Home and office, Dr. Lucy Sewall, Dr. Susan Dimock
151 Boylston Street
Dr. Susan Dimock (1847-75) was Resident Physician at the New England Hospital for Women and Children in Roxbury from 1872-75. Arguably the finest woman surgeon of her era, she also professionalized the first formal nurses’ training program in the nation. To augment the $300 per year she was paid for her Resident position at the hospital, the young doctor saw patients at her private Boston practice In 1872. Upon returning to Boston from medical studies in Zurich and Vienna, she initially rented an office space at 8 Park Square. In 1874, her longtime friend and colleague, Dr. Lucy Sewall (1837-90), purchased the building at 151 Boylston Street, just a stone’s throw from Arlington Street Church. Sewall had preceded Dimock as Resident Physician at the NEHWC and later became a well-respected Attending Physician there. While 151 Boylston was Sewall’s private home and medical office she willingly shared the rooms as well as several of her private clients with Dr. Dimock.
Site of Women’s Educational and Industrial Union
264 and 356 Boylston Street
The Women’s Educational and Industrial Union, which has served Boston women continuously for nearly 130 years, was at two different sites on Boylston Street for sixty years. In 2004, WEIU renamed itself the Women’s Union and moved downtown from this site to One Washington Mall. In 2006,it merged with Crittenton, a Boston-based housing and workforce development agency established in 1824 to form Crittenton Women’s Union, now EMPath.

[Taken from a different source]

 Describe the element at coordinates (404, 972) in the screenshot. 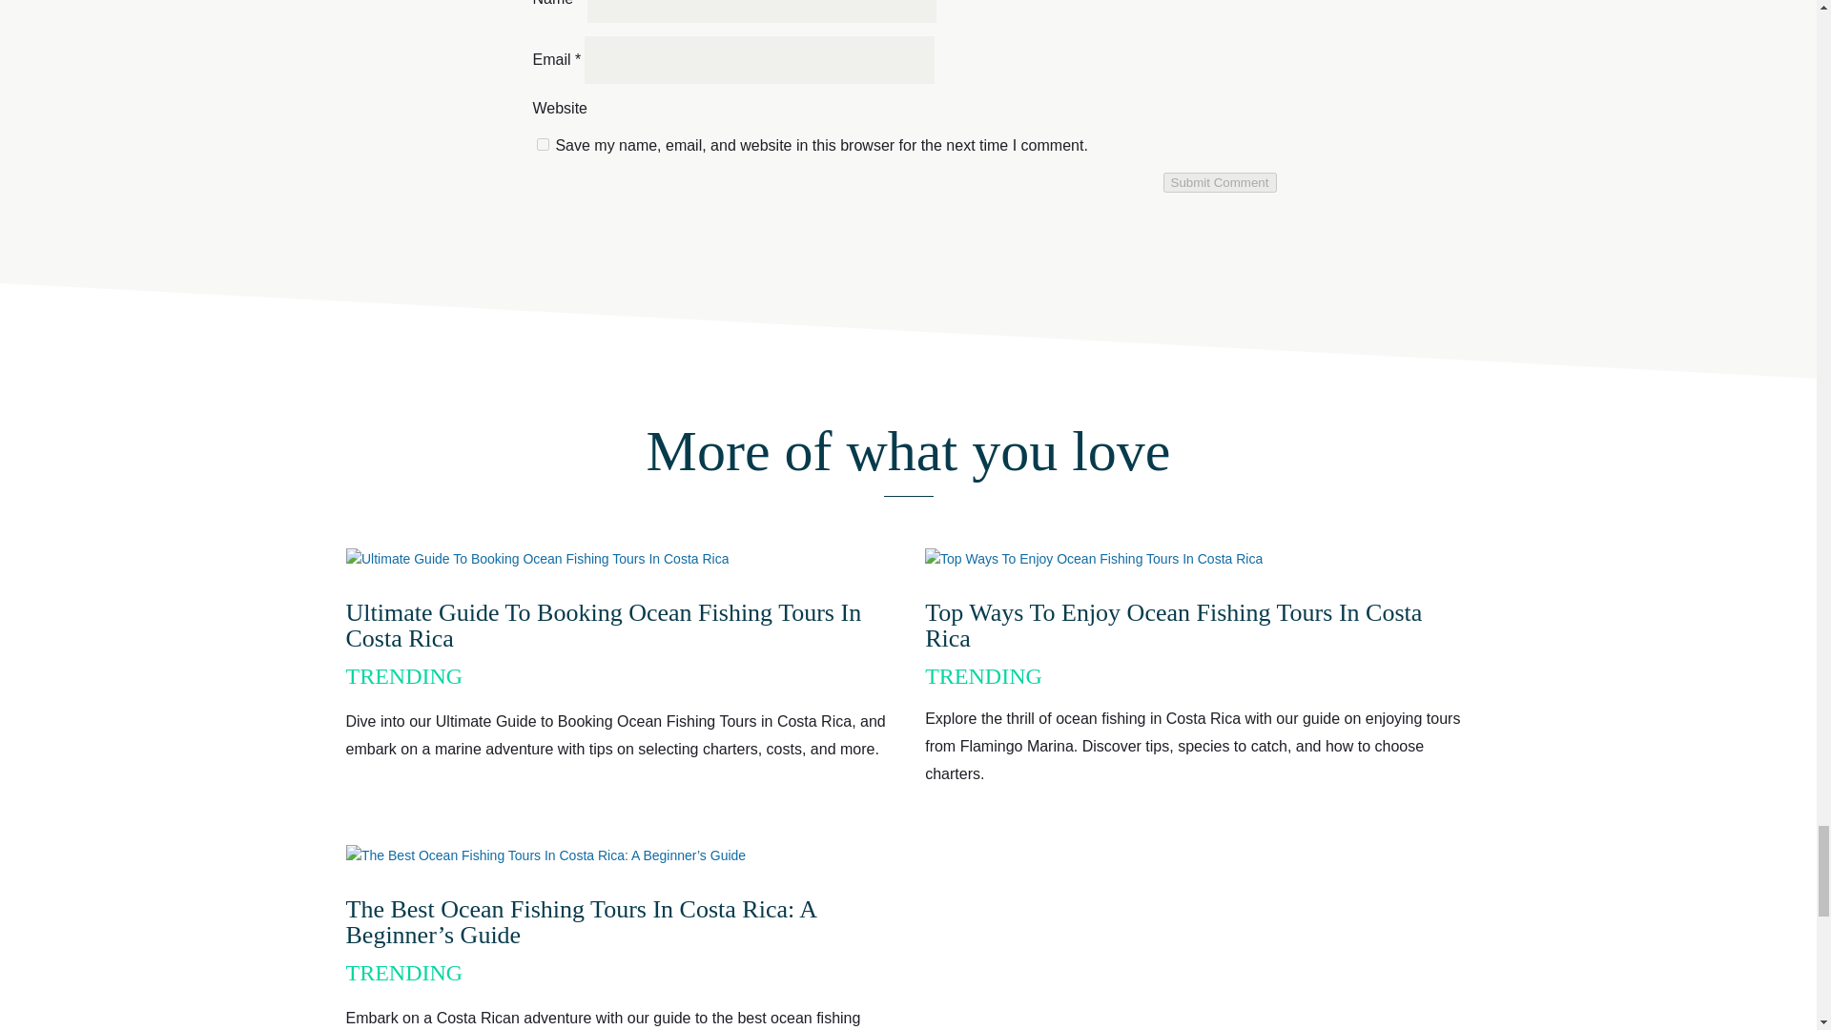

I see `TRENDING` at that location.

WEIU’s first program was a shop selling women’s crafts and food, but it rapidly moved into job training, placement, and protection of women workers. In recent years it instituted training for licensed home day care providers and created a transitional housing programs for single mothers. Dr. Harriet Clisby (1831-1931) founded the WEIU together with a group of prominent Boston women. Mary Morton Kehew (1859-1918) led the union from 1892 until her death. Under her direction, the union continued to offer vocational training but also lobbied for legislation to protect women workers. She supported her arguments with solid social science research. Kehew was active in the programs at Denison House (see C12) and worked to foster trade unions among women workers, becoming the first president of the National Women’s Trade Union League organized in Boston in 1903.